For asset issuers, it creates pathways for broader multi-chain distribution. CCTP will extend Circle's interoperability model to more assets (like RWAs), while Arc provides an institutional-grade settlement layer and liquidity hub, equipped with the privacy, predictability, and operational standards required by institutional users.
For high-frequency economic activities, Gateway supports another class of use cases.

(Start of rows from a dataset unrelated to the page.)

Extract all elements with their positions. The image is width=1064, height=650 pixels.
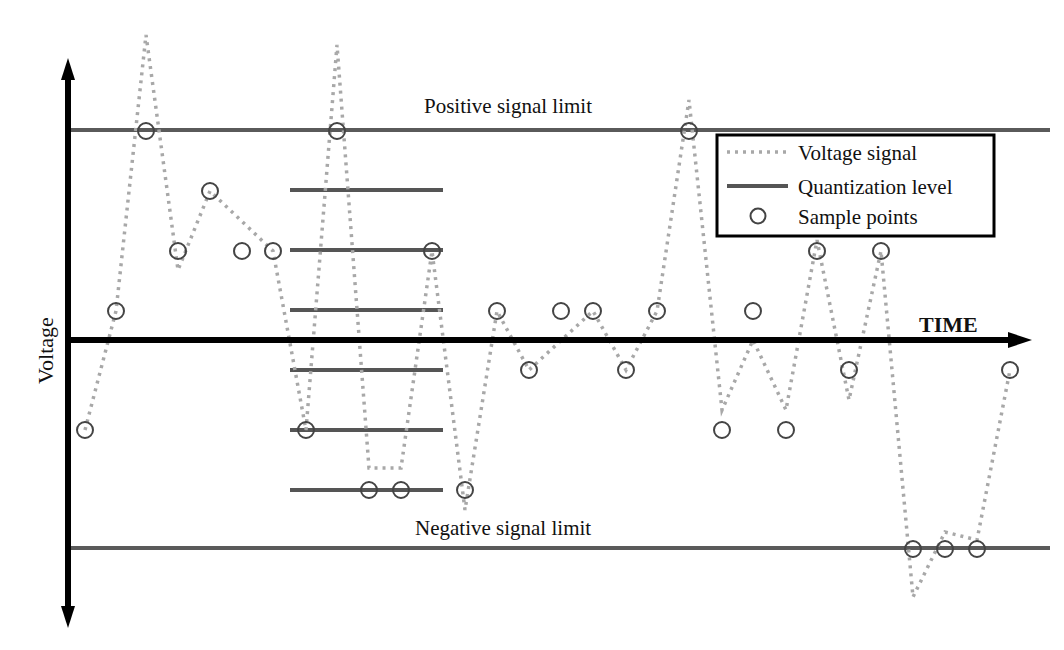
sample-point [489, 303, 505, 319]
positive-signal-limit-label: Positive signal limit [424, 94, 592, 118]
sample-point [745, 303, 761, 319]
x-axis-label: TIME [919, 312, 978, 337]
voltage-signal-line [85, 35, 1010, 597]
legend-item-voltage-signal: Voltage signal [798, 141, 917, 165]
arrow-up-icon [61, 58, 75, 80]
sample-point [521, 362, 537, 378]
legend-item-sample-points: Sample points [798, 205, 918, 229]
sample-point [809, 243, 825, 259]
sample-point [778, 422, 794, 438]
sample-point [170, 243, 186, 259]
quantization-diagram: Positive signal limit Negative signal li… [0, 0, 1064, 650]
arrow-down-icon [61, 606, 75, 628]
sample-point [714, 422, 730, 438]
sample-point [234, 243, 250, 259]
y-axis-label: Voltage [33, 317, 58, 384]
sample-point [457, 482, 473, 498]
arrow-right-icon [1008, 332, 1032, 348]
x-axis [68, 332, 1032, 348]
negative-signal-limit-label: Negative signal limit [415, 516, 591, 540]
sample-point [553, 303, 569, 319]
legend: Voltage signal Quantization level Sample… [717, 135, 994, 236]
legend-item-quantization-level: Quantization level [798, 175, 953, 199]
sample-point [202, 183, 218, 199]
sample-point [585, 303, 601, 319]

AI-native platforms like OpenMind are leveraging this infrastructure to support agentic nanopayments, where funds need to flow efficiently in very small denominations, with no gas fees and at high speeds.

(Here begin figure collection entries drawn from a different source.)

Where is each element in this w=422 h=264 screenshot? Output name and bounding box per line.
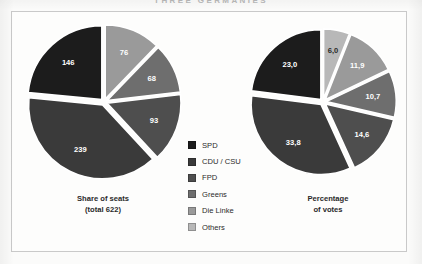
legend-item-others: Others bbox=[188, 219, 241, 235]
legend-item-greens: Greens bbox=[188, 186, 241, 202]
legend-item-label: SPD bbox=[202, 141, 218, 150]
pie-slice-label: 14,6 bbox=[354, 130, 369, 139]
pie-slice-label: 76 bbox=[120, 48, 128, 57]
legend-item-label: Greens bbox=[202, 190, 227, 199]
pie-slice-label: 239 bbox=[74, 145, 87, 154]
legend-swatch-icon bbox=[188, 207, 196, 215]
legend-item-label: CDU / CSU bbox=[202, 157, 241, 166]
caption-right: Percentage of votes bbox=[268, 193, 388, 215]
chart-legend: SPDCDU / CSUFPDGreensDie LinkeOthers bbox=[188, 137, 241, 235]
scanned-page: THREE GERMANIES 766893239146 Share of se… bbox=[0, 0, 422, 264]
legend-item-label: FPD bbox=[202, 173, 217, 182]
running-head: THREE GERMANIES bbox=[0, 0, 422, 4]
caption-right-line2: of votes bbox=[268, 204, 388, 215]
legend-swatch-icon bbox=[188, 158, 196, 166]
pie-slice-label: 68 bbox=[147, 74, 155, 83]
pie-slice-label: 23,0 bbox=[282, 60, 297, 69]
legend-item-die-linke: Die Linke bbox=[188, 203, 241, 219]
pie-slice-label: 93 bbox=[150, 116, 158, 125]
caption-right-line1: Percentage bbox=[268, 193, 388, 204]
legend-swatch-icon bbox=[188, 141, 196, 149]
legend-item-fpd: FPD bbox=[188, 170, 241, 186]
pie-slice-label: 146 bbox=[62, 58, 75, 67]
caption-left: Share of seats (total 622) bbox=[38, 193, 168, 215]
caption-left-line1: Share of seats bbox=[38, 193, 168, 204]
legend-item-cdu-csu: CDU / CSU bbox=[188, 153, 241, 169]
pie-seats-svg: 766893239146 bbox=[18, 14, 188, 189]
pie-slice-label: 10,7 bbox=[366, 92, 381, 101]
caption-left-line2: (total 622) bbox=[38, 204, 168, 215]
legend-item-label: Die Linke bbox=[202, 206, 234, 215]
pie-chart-seats: 766893239146 bbox=[18, 14, 188, 189]
legend-item-spd: SPD bbox=[188, 137, 241, 153]
legend-item-label: Others bbox=[202, 223, 225, 232]
pie-slice-label: 33,8 bbox=[286, 138, 301, 147]
legend-swatch-icon bbox=[188, 190, 196, 198]
pie-slice-label: 11,9 bbox=[350, 61, 364, 70]
pie-chart-votes: 6,011,910,714,633,823,0 bbox=[245, 14, 405, 189]
legend-swatch-icon bbox=[188, 223, 196, 231]
pie-votes-svg: 6,011,910,714,633,823,0 bbox=[245, 14, 405, 189]
pie-slice-label: 6,0 bbox=[328, 46, 339, 55]
legend-swatch-icon bbox=[188, 174, 196, 182]
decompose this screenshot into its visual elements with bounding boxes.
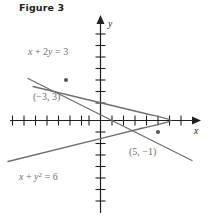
y-axis-arrowhead xyxy=(97,15,105,24)
parabola-equation-label: x + y2 = 6 xyxy=(18,171,58,182)
point-label-1: (−3, 3) xyxy=(33,91,60,103)
coordinate-plot: x + 2y = 3 x + y2 = 6 (−3, 3) (5, −1) y … xyxy=(0,0,210,223)
intersection-point-2 xyxy=(156,130,160,134)
axes-group xyxy=(10,15,201,213)
intersection-point-1 xyxy=(64,78,68,82)
line-equation-label: x + 2y = 3 xyxy=(27,46,68,57)
x-axis-arrowhead xyxy=(192,117,201,125)
point-label-2: (5, −1) xyxy=(129,146,156,158)
x-axis-label: x xyxy=(193,126,199,136)
y-axis-label: y xyxy=(107,19,113,29)
figure-container: Figure 3 xyxy=(0,0,210,223)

(PS: On February 17, Circle officially released a demo video on X https://x.com/circle/status/2023759340079927315 showcasing OpenMind's robotic dog Bits autonomously navigating to a charging station, plugging in, completing micro-payments between machines using USDC, all without human intervention, and then continuing to work.)
For end users, Circle's upcoming USDC Bridge will bring Circle's interoperability infrastructure into a first-party application experience directly facing users. USDC Bridge is built on the same underlying CCTP infrastructure used by developers and partners, aiming to provide individuals with a simple and transparent way to transfer USDC between supported chains. It is a user-facing expression of Circle's broader interoperability strategy, extending that infrastructure into a more convenient experience for everyday cross-chain transfers.

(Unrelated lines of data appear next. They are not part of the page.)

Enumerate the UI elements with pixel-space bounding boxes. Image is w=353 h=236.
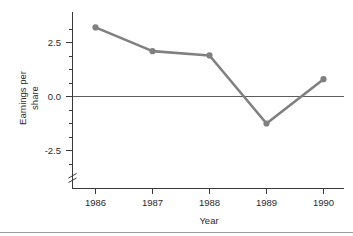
y-axis-title-line2: share [29,86,40,110]
data-point-1989 [263,120,269,126]
y-tick-label--2.5: -2.5 [45,145,61,156]
y-tick-label-2.5: 2.5 [48,37,61,48]
line-chart-canvas: 2.5 0.0 -2.5 Earnings per share 1986 198… [0,0,353,236]
x-axis-title: Year [199,215,218,226]
data-point-1986 [92,24,98,30]
data-point-1987 [149,48,155,54]
x-tick-label-1988: 1988 [199,197,220,208]
x-tick-label-1990: 1990 [313,197,334,208]
y-axis-title-line1: Earnings per [17,71,28,125]
chart-background [0,0,353,236]
data-point-1988 [206,52,212,58]
x-tick-label-1987: 1987 [142,197,163,208]
data-point-1990 [320,76,326,82]
x-tick-label-1989: 1989 [256,197,277,208]
chart-figure: 2.5 0.0 -2.5 Earnings per share 1986 198… [0,0,353,236]
y-tick-label-0.0: 0.0 [48,91,61,102]
x-tick-label-1986: 1986 [85,197,106,208]
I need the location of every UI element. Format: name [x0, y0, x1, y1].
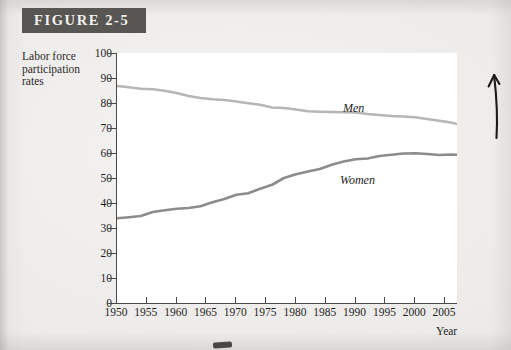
y-tick-mark	[108, 228, 116, 229]
y-tick-mark	[108, 53, 116, 54]
chart-lines-svg	[117, 53, 457, 303]
x-tick-mark	[235, 297, 236, 304]
x-tick-label: 1995	[373, 306, 396, 318]
series-line-men	[117, 86, 457, 124]
x-axis-title: Year	[436, 325, 457, 337]
x-tick-label: 2005	[433, 306, 456, 318]
x-axis-tick-labels: 1950195519601965197019751980198519901995…	[116, 306, 456, 322]
up-arrow-annotation-icon	[480, 62, 506, 140]
x-tick-mark	[295, 297, 296, 304]
figure-banner: FIGURE 2-5	[22, 8, 146, 33]
x-tick-label: 2000	[403, 306, 426, 318]
scan-artifact-mark	[213, 342, 232, 349]
x-tick-mark	[176, 297, 177, 304]
scanned-figure-page: FIGURE 2-5 Labor force participation rat…	[0, 0, 511, 350]
x-tick-mark	[414, 297, 415, 304]
x-tick-label: 1985	[313, 306, 336, 318]
x-axis-tick-marks	[116, 297, 456, 305]
x-tick-label: 1990	[343, 306, 366, 318]
y-tick-mark	[108, 253, 116, 254]
x-tick-mark	[205, 297, 206, 304]
x-tick-mark	[384, 297, 385, 304]
x-tick-mark	[444, 297, 445, 304]
y-tick-mark	[108, 153, 116, 154]
y-axis-tick-marks	[108, 53, 117, 303]
x-tick-mark	[265, 297, 266, 304]
x-tick-label: 1975	[254, 306, 277, 318]
x-tick-label: 1980	[283, 306, 306, 318]
series-line-women	[117, 153, 457, 218]
figure-number-label: FIGURE 2-5	[22, 12, 129, 29]
y-tick-mark	[108, 278, 116, 279]
y-tick-mark	[108, 178, 116, 179]
chart-plot-area	[116, 53, 457, 304]
x-tick-mark	[116, 297, 117, 304]
x-tick-mark	[355, 297, 356, 304]
y-tick-mark	[108, 78, 116, 79]
y-tick-mark	[108, 103, 116, 104]
x-tick-mark	[146, 297, 147, 304]
x-tick-label: 1965	[194, 306, 217, 318]
y-tick-mark	[108, 203, 116, 204]
x-tick-label: 1960	[164, 306, 187, 318]
y-tick-mark	[108, 303, 116, 304]
y-tick-mark	[108, 128, 116, 129]
x-tick-label: 1955	[134, 306, 157, 318]
y-axis-title: Labor force participation rates	[22, 50, 92, 88]
x-tick-label: 1970	[224, 306, 247, 318]
series-label-men: Men	[343, 101, 364, 116]
x-tick-mark	[325, 297, 326, 304]
series-label-women: Women	[340, 173, 375, 188]
x-tick-label: 1950	[105, 306, 128, 318]
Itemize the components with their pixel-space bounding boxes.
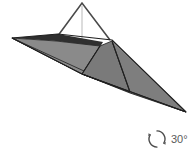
- figure-canvas: 30°: [0, 0, 194, 155]
- rotation-angle-label: 30°: [171, 134, 188, 145]
- rotation-indicator: 30°: [146, 124, 194, 154]
- rotation-arrow-icon: [146, 128, 168, 150]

Help Us Build What You Need
Interoperability is becoming the foundation for value to flow across the internet. We are building the Circle platform to enable the businesses, developers, and users that rely on it to achieve seamless value flow.
If you are creating new cross-chain products or issuing new digital assets and wish to expand distribution, we want to hear from you.
Please share your priorities and feedback with the Circle interoperability team, and we will continue to build the infrastructure track that powers the internet financial system.
Notes:
From the launch on April 26, 2023, to April 9, 2026.
From March 1 to March 31, 2026; the monthly transaction volume as of April 9, 2026, was $230 million.
USYC is a digital asset token. Each USYC token represents a digital representation of a share in the Hashnote International Short Duration Fund Ltd. (hereinafter referred to as "the Fund"), which is a mutual fund registered in the Cayman Islands. The Fund has designated Circle International Bermuda Limited ("CIBL")—a digital asset enterprise licensed by the Bermuda Monetary Authority—as its token manager, responsible for managing USYC on behalf of the Fund. Fund shares and USYC are offered only to non-U.S. persons as defined under the Securities Act of 1933, as amended. Additional eligibility restrictions may apply. The information provided in this article is for educational and informational purposes only and should not be construed as an offer to sell or a solicitation of an offer to purchase any securities, financial instruments, or other products.
The product features described in this material are for reference only. All product features are subject to change, delay, or cancellation at any time without notice, and are entirely at Circle's discretion.
Arc testnet, Circle CCTP, Circle Gateway, Bridge Kit, Deposit Kit, Circle Fee Service, and Circle Workflows are provided by Circle Technology Services, LLC ("CTS"). CTS is a software provider and does not offer regulated financial or advisory services. You assume full responsibility for the services provided to users, including obtaining any necessary licenses or approvals and complying with applicable laws. For more details, please refer to the Circle Developer Services Terms at console.circle.com/legal/developer-terms.
USDC and EURC are issued by Circle's regulated affiliates. A list of Circle's regulatory authorizations can be found here.